Quiet, kind, humble, unassuming, diligent, polite and considerate. That’s basically Hannah Mehain until race time.
Then her game face surfaces. You won’t get any stereotypical Canadian “Sorry, so sorry” from Mehain when the gun goes off at the cross country ski starting line. Oh, and don’t get in her way.
“She’s not nasty on the track, but if you want to pass her, you have to push hard,” laughed Darren Derochie, head coach at the Sovereign Lake Nordic Centre. “She is the sweetest and kindest girl out there, but you put a bib on her and she is so competitive and determined to win. She works super hard and has the willingness to push herself in training.”

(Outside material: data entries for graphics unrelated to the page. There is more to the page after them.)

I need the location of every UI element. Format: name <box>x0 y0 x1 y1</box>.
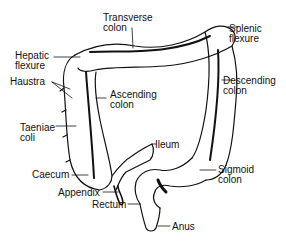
transverse-colon-shape <box>75 26 235 71</box>
label-hepatic-flexure: Hepaticflexure <box>15 51 49 71</box>
ileum-shape <box>112 144 153 190</box>
label-taeniae-coli: Taeniaecoli <box>20 123 55 143</box>
label-line: coli <box>20 133 55 143</box>
label-line: colon <box>223 86 276 96</box>
ascending-colon-shape <box>63 55 112 190</box>
label-descending-colon: Descendingcolon <box>223 76 276 96</box>
label-ascending-colon: Ascendingcolon <box>110 90 157 110</box>
label-line: colon <box>103 23 153 33</box>
label-transverse-colon: Transversecolon <box>103 13 153 33</box>
label-haustra: Haustra <box>10 77 45 87</box>
label-line: Ileum <box>155 140 179 150</box>
label-rectum: Rectum <box>92 200 126 210</box>
label-splenic-flexure: Splenicflexure <box>229 24 262 44</box>
label-line: flexure <box>229 34 262 44</box>
label-line: Caecum <box>32 170 69 180</box>
label-ileum: Ileum <box>155 140 179 150</box>
label-anus: Anus <box>172 222 195 232</box>
label-line: colon <box>218 175 254 185</box>
label-line: flexure <box>15 61 49 71</box>
label-line: Rectum <box>92 200 126 210</box>
rectum-shape <box>140 204 160 231</box>
label-caecum: Caecum <box>32 170 69 180</box>
label-line: Haustra <box>10 77 45 87</box>
label-line: Anus <box>172 222 195 232</box>
label-appendix: Appendix <box>58 188 100 198</box>
label-sigmoid-colon: Sigmoidcolon <box>218 165 254 185</box>
label-line: colon <box>110 100 157 110</box>
sigmoid-colon-shape <box>135 158 206 208</box>
label-line: Appendix <box>58 188 100 198</box>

Mehain leaves Friday for the World Junior Cross Country Championships in Rasnov, Romania after placing fourth overall in the Haywood Nor-Am World Junior/U23 Trials last month in Thunder Bay. She will spend six days in Seefeld, Austria at an acclimatization camp before travelling to Romania.
Derochie, 50, spent 10 years with the national team and sees some of himself in Mehain.
“I asked her a few years ago about motivation and she said she likes to push herself, see where she can go. Any athlete on the international stage has to have that attitude and that’s what makes her tick. You either want it or you don’t.”
One of four girls representing Canada in Romania, Mehain qualified by taking third in the skate sprint time trial in behind Marie Corriveau and Sadie White.
On the same day, during the afternoon heats, Mehain just missed the A final and ended up eighth.
On the second day of racing, she placed first in the junior Girls 5-km classic to earn a combined times fourth. The last race of the trials, the 10km pursuit, was cancelled due to cold weather.
“Qualifying for the worlds felt awesome because it’s so competitive,” said Mehain, a Grade 12 student at Seaton and a member of the SnowSports Academy. “In the sprint, I expected to get into the A final, but in the semifinals, I was a little conservative and a girl got me at the finish.
“In the classic, I was conservative for three quarters of the race and then I really went for it in the last kilometre.”
Mehain tried nordic skiing as a tyke in Nelson and mom, Mae, was Hannah’s first coach. Sisters Heather and Sarah also took up the sport.
“Those kids grew up in an active family and they got their hard-work attitude from Mae,” said Derochie.
Hannah spent four years swimming with the Vernon Kokanee and rowed in the B.C. Summer Games two years ago. She was a breaststroke specialist in the pool.
“I did two nationals in swimming before I did one in skiing.” said Mehain, who plays the violin and enjoys painting and drawing. “My strengths (in nordic) are a strong focus. I’m intense. I have an ultimate focus when I’m in my zone and I love training hard.”
In her first nordic nationals, at Whistler, Mehain was 14 and while she didn’t reach the podium, she was “very competitive chasing the top girls.”
The family moved to Vernon when Hannah was eight and she immediately got involved with the world-class Sovereign Lake facility and programs.
“Hannah started cross country skiing when she was three and she was a natural from the very get go,” said Mae. “I never taught her; she just copied. What I remember most about Hannah from when she was very young is that she had incredible balance, whether it was on cross country skis, ice skates or downhill.
“When she was four, she used to alpine ski with her dad (John) and go over the moguls with the uphill ski right off the snow. We always built a backyard rink when the kids were growing up and Hannah would spend hours out there after school, spinning and jumping and loving every minute of it. Hannah has always loved every sport.”
Mehain has great endurance and used it to strike silver in the senior girls 3,000-metre race at the Battle of the Border track and field meet in Kamloops last spring.
Mehain, who turns 18 in May, is in year two with the provincial junior girls team
“She’s one of four girls from Canada going to the worlds and not many 17-year-olds crack that nut,” said Derochie. “Whenever I’m giving my pre-workout talk, she’s always chomping at the bit. She’s like, ‘Enough talk, let’s get skiing.’”
Derochie said nordic numbers are on the rise. He was expecting 300 athletes at a B.C. Cup race in Kamloops this weekend. That number would have been 50 a few years ago.